Data analysis
Movebank is used by thousands of researchers to collect, manage, share, visualize, analyze, and archive their animal tracking and sensor data.
Movebank is an ecosystem of tools used by thousands of researchers to collect, manage, share, visualize, analyze, and archive their animal tracking and sensor data. In Movebank, researchers manage data on over 1,600 animal species from all continents. These data underlie more than 1,000 published papers and are used by a growing number of government agencies and conservation organizations.
The solutions offered by Movebank are changing the way biologists study the behavior and life histories of animals. They’re also being used to answer some of the biggest questions, such as: how is climate change affecting arctic mammals? Why have 3 billion birds disappeared across North America in the last three decades? And what would wildlife look like without humans?
A system co-designed by Sarah Davidson and Martin Wikelski from the Max Planck Institute of Animal Behavior (MPI-AB), and Roland Kays from North Carolina State University, as well as Thomas Mueller from the Senckenberg Museum in Frankfurt, the Movebank ecosystem is rooted in a database storing the data collected from animal tags, including those generated by the ICARUS system. The data repository is managed by the University of Konstanz and the MPI-AB, as well as the Senckenberg Museum. Currently, it is used by over 4000 data owners globally, who manage over 8 billion animal location and sensor measurements across more than 8000 studies, with thousands of active tags sending over 25 million new location and other sensor records daily.
Tackling big problems
Location and sensor data, on their own, have limited value. Many more steps need to happen to turn those data into meaningful biological knowledge. That’s where Movebank’s other components come in.
As a first step, the Movebank website helps visualize data by displaying animal tracks on maps, which scientists and the public can browse. Importantly, data are restricted when species are of particular concern. Scientists working with animals at risk of poaching, for example, will share data for only specific reasons, such as to support wildlife managers who are monitoring movements of hunted animals.
To give the movement data context, scientists can annotate their animal tracks with hundreds of environmental parameters provided by global remote sensing products and weather reanalyzes. And when they need a particular tool, scientists can turn to Movebank’s development section—MoveApps—to work with coders on creating bespoke apps to analyze data. One of these apps, called the Morning Report, visualizes data daily and flags when a sudden clustering of GPS points suggests that an animal might have died.
These tools open a window into the intimate lives of animals, such as when they give birth or die, thus giving scientists the power to protect species at their most vulnerable moments. For example, a long-term study of 171 white storks in Movebank revealed that most birds died in Europe by electrocution from landing on power lines, while most deaths in Africa were due to hunting And as more animal tracking data are collected, scientists are able to conduct the large-scale analyses needed to understand global phenomena.
Crowdsourcing discoveries
Beyond the scientific community, Movebank also harnesses the brainpower of amateur animal-watchers worldwide. Movement data from Movebank is fed into the Animal Tracker app, which gives everyone with a smartphone the opportunity to actively participate in research projects.
The recently added Movebank Life History Museum, MoMu, provides a universally unique ID – an global animal passport – to each tracked animal. Each individual also has its own website, its own email address and its own lifetime track.
Importantly, the MoMu will also feature an “ideas board” that allows e.g., the amateur, wildlife, hunter, farmer and indigenous communities to stimulate scientists to collaborate with them to test their ideas: a true enabling tool to learn from the cultural knowledge of those who know animals best in their daily lives.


> [Required work]: Pick every line out of the entries below that has the string "theta", and copy it.

(Figure record extracts)
◇ ◇ ◇ ◇ ◇

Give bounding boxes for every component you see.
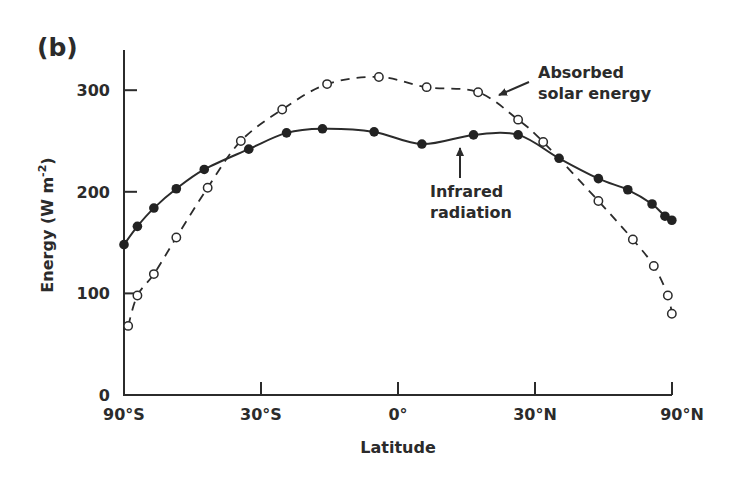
y-tick-label: 100 [77, 284, 110, 303]
energy-balance-chart: (b) 0100200300 90°S30°S0°30°N90°N Latitu… [0, 0, 734, 484]
infrared-data-point [417, 139, 427, 149]
solar-data-point [375, 73, 383, 81]
solar-data-point [323, 80, 331, 88]
solar-data-point [650, 262, 658, 270]
annotation-solar-line1: Absorbed [538, 63, 624, 82]
solar-data-point [664, 291, 672, 299]
infrared-data-point [119, 240, 129, 250]
solar-data-point [594, 197, 602, 205]
infrared-data-point [513, 130, 523, 140]
y-tick-label: 200 [77, 183, 110, 202]
annotation-absorbed-solar: Absorbed solar energy [499, 63, 652, 103]
infrared-data-point [133, 222, 143, 232]
solar-data-point [278, 105, 286, 113]
infrared-data-point [172, 184, 182, 194]
infrared-data-point [647, 199, 657, 209]
solar-line [128, 77, 672, 326]
annotation-ir-line1: Infrared [430, 182, 503, 201]
infrared-data-point [667, 215, 677, 225]
annotation-solar-line2: solar energy [538, 84, 652, 103]
solar-data-point [629, 235, 637, 243]
infrared-data-point [282, 128, 292, 138]
infrared-data-point [623, 185, 633, 195]
panel-label: (b) [37, 33, 78, 62]
infrared-data-point [594, 174, 604, 184]
y-axis-title-close: ) [38, 157, 57, 164]
annotation-ir-line2: radiation [430, 203, 512, 222]
solar-data-point [172, 233, 180, 241]
infrared-data-point [554, 153, 564, 163]
x-tick-label: 30°S [240, 405, 282, 424]
infrared-data-point [244, 144, 254, 154]
x-ticks: 90°S30°S0°30°N90°N [103, 382, 704, 424]
infrared-data-point [318, 124, 328, 134]
x-tick-label: 0° [388, 405, 407, 424]
y-axis-title: Energy (W m-2) [36, 157, 57, 292]
solar-data-point [124, 322, 132, 330]
solar-data-point [150, 270, 158, 278]
y-axis-title-superscript: -2 [36, 165, 49, 177]
series-infrared-radiation [119, 124, 676, 249]
solar-data-point [514, 115, 522, 123]
solar-data-point [474, 88, 482, 96]
annotation-infrared: Infrared radiation [430, 148, 512, 222]
infrared-data-point [369, 127, 379, 137]
x-tick-label: 90°S [103, 405, 145, 424]
x-tick-label: 90°N [660, 405, 704, 424]
x-axis-title: Latitude [360, 438, 436, 457]
solar-data-point [539, 138, 547, 146]
solar-data-point [133, 291, 141, 299]
arrow-icon [499, 82, 529, 95]
infrared-data-point [199, 165, 209, 175]
solar-data-point [668, 310, 676, 318]
y-axis-title-base: Energy (W m [38, 177, 57, 293]
solar-data-point [203, 184, 211, 192]
y-tick-label: 300 [77, 81, 110, 100]
solar-data-point [422, 83, 430, 91]
x-tick-label: 30°N [513, 405, 557, 424]
series-absorbed-solar-energy [124, 73, 676, 330]
infrared-data-point [469, 130, 479, 140]
y-tick-label: 0 [99, 386, 110, 405]
solar-data-point [237, 137, 245, 145]
infrared-data-point [149, 203, 159, 213]
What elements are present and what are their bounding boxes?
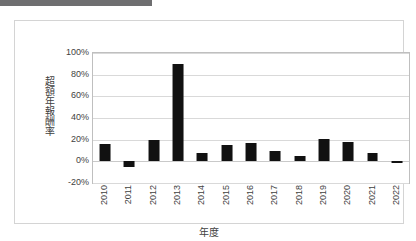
x-tick-label: 2019 xyxy=(318,185,328,205)
y-axis-title: 超額年報酬率 xyxy=(39,76,53,136)
y-tick-label: 100% xyxy=(66,47,89,57)
bar-slot xyxy=(142,53,166,183)
bar-slot xyxy=(287,53,311,183)
bar-2014[interactable] xyxy=(197,153,208,162)
gridline xyxy=(93,183,409,184)
bar-2017[interactable] xyxy=(270,151,281,162)
bar-slot xyxy=(263,53,287,183)
x-tick-label: 2010 xyxy=(99,185,109,205)
x-tick-label: 2020 xyxy=(342,185,352,205)
y-tick-label: 0% xyxy=(76,155,89,165)
x-tick-label: 2014 xyxy=(196,185,206,205)
y-tick-label: 40% xyxy=(71,112,89,122)
x-tick-label: 2015 xyxy=(221,185,231,205)
bar-2010[interactable] xyxy=(100,144,111,161)
bar-2018[interactable] xyxy=(294,156,305,161)
redacted-header-bar xyxy=(0,0,152,6)
x-tick-label: 2013 xyxy=(172,185,182,205)
y-axis-tick-labels: 100%80%60%40%20%0%-20% xyxy=(55,47,89,157)
y-tick-label: 80% xyxy=(71,69,89,79)
bar-2011[interactable] xyxy=(124,161,135,166)
x-tick-label: 2016 xyxy=(245,185,255,205)
bar-slot xyxy=(385,53,409,183)
x-axis-title: 年度 xyxy=(15,224,403,239)
bar-2020[interactable] xyxy=(343,142,354,162)
bar-slot xyxy=(215,53,239,183)
y-tick-label: -20% xyxy=(68,177,89,187)
plot-area xyxy=(92,52,410,184)
x-tick-label: 2011 xyxy=(123,185,133,204)
bar-slot xyxy=(93,53,117,183)
x-tick-label: 2022 xyxy=(391,185,401,205)
x-tick-label: 2018 xyxy=(294,185,304,205)
bar-slot xyxy=(360,53,384,183)
bar-slot xyxy=(336,53,360,183)
bar-2021[interactable] xyxy=(367,153,378,162)
bar-slot xyxy=(166,53,190,183)
x-axis-tick-labels: 2010201120122013201420152016201720182019… xyxy=(92,185,410,221)
x-tick-label: 2021 xyxy=(367,185,377,205)
bar-slot xyxy=(312,53,336,183)
y-tick-label: 20% xyxy=(71,134,89,144)
bar-2015[interactable] xyxy=(221,145,232,161)
bar-2016[interactable] xyxy=(246,143,257,161)
bar-slot xyxy=(239,53,263,183)
bar-slot xyxy=(190,53,214,183)
bar-series xyxy=(93,53,409,183)
bar-slot xyxy=(117,53,141,183)
bar-2013[interactable] xyxy=(173,64,184,162)
bar-2012[interactable] xyxy=(148,140,159,162)
x-tick-label: 2017 xyxy=(269,185,279,205)
bar-2022[interactable] xyxy=(391,161,402,163)
y-tick-label: 60% xyxy=(71,90,89,100)
chart-container: 超額年報酬率 100%80%60%40%20%0%-20% 2010201120… xyxy=(14,20,404,224)
bar-2019[interactable] xyxy=(318,139,329,162)
x-tick-label: 2012 xyxy=(148,185,158,205)
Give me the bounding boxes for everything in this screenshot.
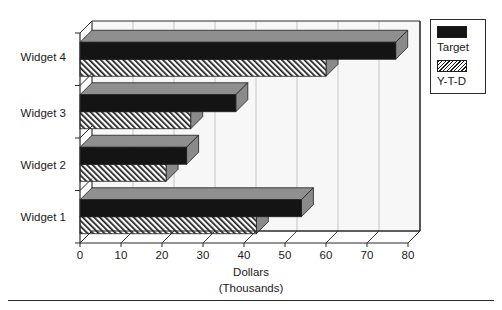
y-axis-tick-label: Widget 4: [8, 52, 66, 64]
legend-label-ytd: Y-T-D: [437, 76, 466, 88]
x-axis-tick-label: 30: [191, 250, 215, 262]
bar-chart: Widget 4 Widget 3 Widget 2 Widget 1 0 10…: [0, 0, 502, 310]
x-axis-tick-label: 60: [314, 250, 338, 262]
x-axis-tick-label: 80: [396, 250, 420, 262]
y-axis-tick-label: Widget 1: [8, 212, 66, 224]
legend-label-target: Target: [437, 42, 469, 54]
x-axis-title: Dollars: [0, 267, 502, 279]
x-axis-tick-label: 20: [150, 250, 174, 262]
chart-canvas: [0, 0, 502, 310]
x-axis-tick-label: 10: [109, 250, 133, 262]
x-axis-tick-label: 50: [273, 250, 297, 262]
legend: Target Y-T-D: [430, 19, 486, 94]
x-axis-tick-label: 0: [68, 250, 92, 262]
x-axis-tick-label: 70: [355, 250, 379, 262]
bottom-divider: [8, 300, 494, 301]
y-axis-tick-label: Widget 3: [8, 108, 66, 120]
legend-swatch-ytd-icon: [437, 60, 467, 72]
legend-swatch-target-icon: [437, 26, 467, 38]
y-axis-tick-label: Widget 2: [8, 160, 66, 172]
x-axis-tick-label: 40: [232, 250, 256, 262]
x-axis-title-units: (Thousands): [0, 283, 502, 295]
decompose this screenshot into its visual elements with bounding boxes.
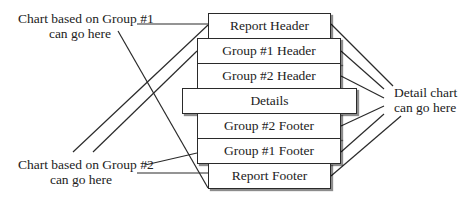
annotation-line-1: Chart based on Group #2 <box>18 157 144 172</box>
group2-chart-annotation: Chart based on Group #2 can go here <box>18 157 144 187</box>
group1-chart-annotation: Chart based on Group #1 can go here <box>18 11 142 41</box>
report-sections-diagram: Report Header Group #1 Header Group #2 H… <box>0 0 469 197</box>
annotation-line-1: Detail chart <box>394 85 466 100</box>
annotation-line-2: can go here <box>394 100 466 115</box>
details-band: Details <box>182 88 357 114</box>
band-label: Report Header <box>230 18 309 34</box>
annotation-line-1: Chart based on Group #1 <box>18 11 142 26</box>
band-label: Report Footer <box>232 168 307 184</box>
band-label: Details <box>250 93 288 109</box>
group1-footer-band: Group #1 Footer <box>197 138 341 164</box>
band-label: Group #1 Header <box>222 43 316 59</box>
detail-chart-annotation: Detail chart can go here <box>394 85 466 115</box>
annotation-line-2: can go here <box>18 172 144 187</box>
report-footer-to-detail-line <box>331 116 401 176</box>
annotation-line-2: can go here <box>18 26 142 41</box>
report-footer-band: Report Footer <box>208 163 331 189</box>
group1-header-band: Group #1 Header <box>197 38 341 64</box>
band-label: Group #2 Footer <box>224 118 314 134</box>
group1-footer-to-detail-line <box>341 114 384 152</box>
group2-header-band: Group #2 Header <box>197 63 341 89</box>
report-header-band: Report Header <box>208 13 331 39</box>
band-label: Group #1 Footer <box>224 143 314 159</box>
band-label: Group #2 Header <box>222 68 316 84</box>
group2-footer-band: Group #2 Footer <box>197 113 341 139</box>
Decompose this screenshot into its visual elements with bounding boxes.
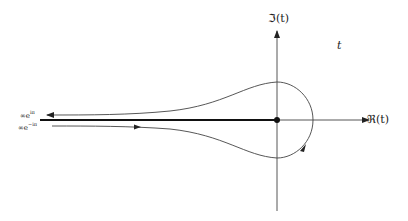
upper-tail-exponent: iπ bbox=[30, 109, 35, 115]
upper-tail-base: ∞e bbox=[20, 112, 30, 120]
lower-tail-label: ∞e−iπ bbox=[18, 123, 37, 132]
contour-upper-branch bbox=[47, 82, 277, 115]
lower-tail-base: ∞e bbox=[18, 124, 28, 132]
diagram-graphics bbox=[0, 0, 408, 221]
imaginary-axis-label: ℑ(t) bbox=[268, 13, 289, 24]
hankel-contour-diagram: ℑ(t) ℜ(t) t ∞eiπ ∞e−iπ bbox=[0, 0, 408, 221]
upper-tail-label: ∞eiπ bbox=[20, 111, 35, 120]
contour-lower-branch bbox=[52, 126, 277, 158]
real-axis-label: ℜ(t) bbox=[367, 114, 389, 125]
plane-label: t bbox=[337, 40, 341, 51]
lower-branch-arrow-icon bbox=[134, 125, 141, 130]
origin-point bbox=[274, 117, 280, 123]
lower-tail-exponent: −iπ bbox=[28, 121, 37, 127]
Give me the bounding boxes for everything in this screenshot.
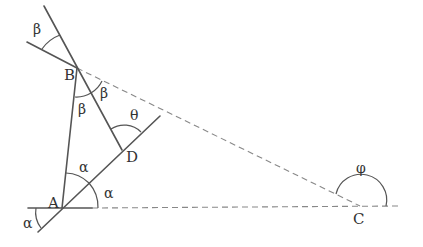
geometry-diagram: B A D C β β β θ α α α φ [0, 0, 423, 247]
arc-alpha-a-right [89, 183, 98, 208]
arc-beta-b-inner [75, 93, 91, 97]
label-beta-b-inner: β [78, 101, 86, 117]
label-phi-c: φ [356, 160, 366, 176]
label-alpha-bottom-left: α [23, 215, 33, 231]
line-top-left-to-b [27, 42, 77, 68]
label-point-d: D [126, 148, 138, 166]
arc-alpha-bottom-left [36, 208, 41, 228]
label-beta-top: β [33, 21, 41, 37]
label-theta-d: θ [130, 107, 138, 123]
label-alpha-a-right: α [104, 185, 114, 201]
line-bd-extended [44, 6, 122, 150]
segment-ab [62, 68, 77, 208]
label-point-b: B [64, 66, 75, 84]
line-ad-extended [38, 116, 160, 232]
label-point-a: A [47, 194, 59, 212]
dashed-line-bc [77, 68, 360, 206]
label-point-c: C [353, 210, 364, 228]
arc-theta-d [111, 125, 141, 132]
dashed-line-ac [92, 206, 402, 208]
label-alpha-a-inner: α [79, 159, 89, 175]
label-beta-b-right: β [100, 85, 108, 101]
arc-phi-c [336, 174, 387, 206]
arc-beta-top [42, 35, 60, 49]
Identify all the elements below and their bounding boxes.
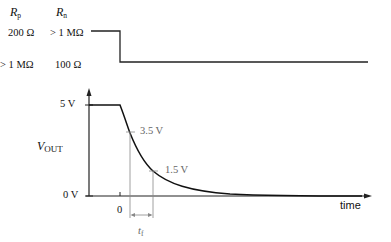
- x-axis-label: time: [340, 200, 361, 211]
- level-1-5v-label: 1.5 V: [165, 165, 188, 176]
- vout-subscript: OUT: [44, 144, 63, 154]
- tf-subscript: f: [141, 229, 144, 238]
- fall-time-label: tf: [138, 226, 143, 238]
- y-axis-arrow-icon: [87, 88, 92, 96]
- x-axis-arrow-icon: [364, 194, 372, 199]
- y-axis-label: VOUT: [37, 140, 63, 154]
- tf-right-arrow-icon: [148, 213, 153, 217]
- y-tick-label-0v: 0 V: [63, 190, 78, 201]
- tf-left-arrow-icon: [131, 213, 136, 217]
- waveform-diagram: [0, 0, 391, 242]
- input-step-waveform: [91, 31, 368, 62]
- x-tick-label-zero: 0: [117, 205, 122, 216]
- y-tick-label-5v: 5 V: [60, 99, 75, 110]
- level-3-5v-label: 3.5 V: [140, 126, 163, 137]
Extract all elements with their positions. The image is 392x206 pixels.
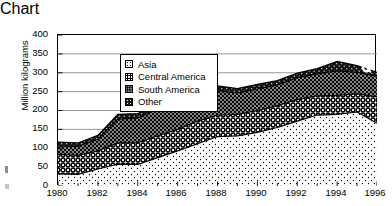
x-tick-label: 1990 xyxy=(239,188,273,198)
y-tick-label: 50 xyxy=(22,161,48,171)
scan-artifact xyxy=(5,166,8,173)
chart-figure: Million kilograms 400 350 300 250 200 15… xyxy=(0,18,392,206)
legend: Asia Central America South America Other xyxy=(120,54,218,112)
x-tick-label: 1984 xyxy=(120,188,154,198)
legend-label-central-america: Central America xyxy=(138,72,206,82)
plot-area: Asia Central America South America Other xyxy=(57,34,376,185)
legend-item-asia[interactable]: Asia xyxy=(125,58,213,71)
x-tick-label: 1986 xyxy=(159,188,193,198)
legend-swatch-asia xyxy=(125,60,133,68)
x-tick-label: 1992 xyxy=(279,188,313,198)
y-tick-label: 250 xyxy=(22,86,48,96)
x-tick-label: 1982 xyxy=(80,188,114,198)
legend-swatch-central-america xyxy=(125,73,133,81)
legend-swatch-south-america xyxy=(125,85,133,93)
legend-item-central-america[interactable]: Central America xyxy=(125,71,213,84)
y-tick-label: 150 xyxy=(22,123,48,133)
y-tick-label: 300 xyxy=(22,67,48,77)
legend-label-south-america: South America xyxy=(138,85,200,95)
scan-artifact xyxy=(5,184,9,189)
legend-label-asia: Asia xyxy=(138,60,156,70)
legend-item-other[interactable]: Other xyxy=(125,96,213,109)
legend-swatch-other xyxy=(125,98,133,106)
y-tick-label: 400 xyxy=(22,29,48,39)
legend-item-south-america[interactable]: South America xyxy=(125,83,213,96)
x-tick-label: 1988 xyxy=(199,188,233,198)
legend-label-other: Other xyxy=(138,97,162,107)
x-tick-label: 1980 xyxy=(40,188,74,198)
y-tick-label: 100 xyxy=(22,142,48,152)
y-tick-label: 350 xyxy=(22,48,48,58)
white-circle-artifact-icon xyxy=(361,60,372,73)
x-axis-title: Year xyxy=(0,204,392,206)
x-tick-label: 1996 xyxy=(358,188,392,198)
x-tick-label: 1994 xyxy=(319,188,353,198)
y-tick-label: 200 xyxy=(22,104,48,114)
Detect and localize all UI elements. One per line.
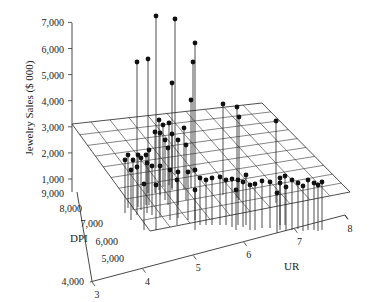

◇ ◇ ◇ ◇ ◇

> [Result of the exercise]:
label-theta-d: θ [130, 107, 138, 123]
arc-theta-d [111, 125, 141, 132]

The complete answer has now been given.